How to pay for Grad school?
March 2, 2008 9:59 PM   Subscribe

Best book or online resource for funding Grad School?

I keep hearing about how you can fund your studies through external sources, but all I see are scholarships that are either impossibly selective (for example, the Rhodes Scholarship) or fairly meager (under $1000). I don't mean to scoff at a thousand dollars, but I'd have to win twenty or thirty of these scholarships to pay for a year of school.

My situation: I got accepted into a doctoral program at a prestigious school. I haven't gotten an official acceptance letter yet, just a quick congratulatory note from the chair of the program. I therefore don't know what funding is going to look like, but said chair has mentioned the program is not in a position to fund their students throughout their students, and that the students are primarily externally supported. I can't afford to pay my own way. Before I give up, I'd like to know where I should look for funds.
posted by limon to Education (6 answers total) 12 users marked this as a favorite
 
What field?

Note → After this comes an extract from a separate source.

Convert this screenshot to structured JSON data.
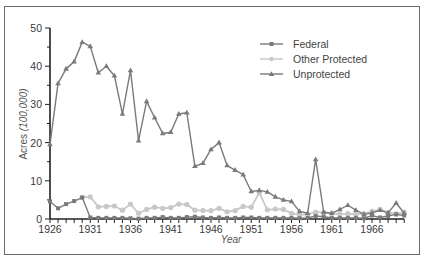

It matters a lot.
posted by LobsterMitten at 10:01 PM on March 2, 2008


Response by poster: Education.
posted by limon at 10:11 PM on March 2, 2008


Best answer: I don't know about funding for ed, so I can't be specific, but if nobody else turns up with ideas you should:
- ask the chair of the department what kinds of external support other students have gotten (there may be standard ed-related grants, fellowships, etc available from the government or private nonprofits) and whether the students apply on their own or if the department helps (or if these external things require that the student already be associated with a faculty member)
- ask if the department funds some students and not others, and if so, what the funding decision is based on (usually academic performance in the program each year; this means a stressful situation for students in the department)
- ask the chair if there a TA-ships, graderships, etc available, possibly in other departments (eg to teach English comp)
- ask if s/he means that they'll pay your tuition but can't offer a stipend, or if s/he means you would need to pay full tuition.

The chair should be expecting to answer this sort of question from new students.

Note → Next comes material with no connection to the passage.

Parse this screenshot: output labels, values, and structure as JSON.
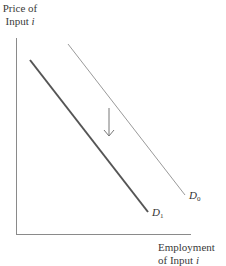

My general advice is: do not take out loans to fund a PhD in any field where you will not make that money back in industry. So for example, a PhD in some engineering field might make sense to take out loans for, but a PhD in history would not. I am guessing that education falls into the same category as history, in that your expected salary after graduation is not great enough to justify taking out huge loans.
posted by LobsterMitten at 10:23 PM on March 2, 2008


Best answer: Congrats on being accepted, but what I've always been told re: PhD programs is that if you are paying your own way, you shouldn't be there. To be blunt, PhD programs (and especially prestigious PhD programs) have money to fund their students. If they are not offering you funding or finding you money from an external source, I would go somewhere else.

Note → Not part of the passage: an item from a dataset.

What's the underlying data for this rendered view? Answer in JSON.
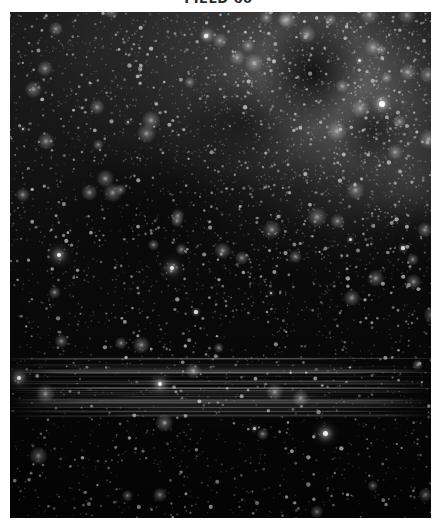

I think it would be better to go to a less prestigious school that fully funds you (tuition, stipend, insurance) than a more prestigious school that you have to fund yourself. PhD programs are stressful enough without having to worry about money. However, it could be that they are planning to find you money externally somehow (grant from grad school, external TA or RA position, etc.) so it is worth investigating further to make sure that you aren't just misunderstanding the chair's comment. I'm not in an education college, but I work with ed people on a regular basis and even have a couple of them on my committee, so if you have any other questions my email is in my profile.
posted by jtfowl0 at 6:25 AM on March 3, 2008 [1 favorite]


Response by poster: The two previous answers are very useful for me, but I'd still appreciate recommendations for books or websites on financial aid, if anyone has any.
posted by limon at 10:48 AM on March 3, 2008


here's an overview (pdf of ppt, yuk!) of resources available at my particular library for both individual study and project-based grant funding. I especially recommend the free online directory kept by Jon Harrison at Michigan State.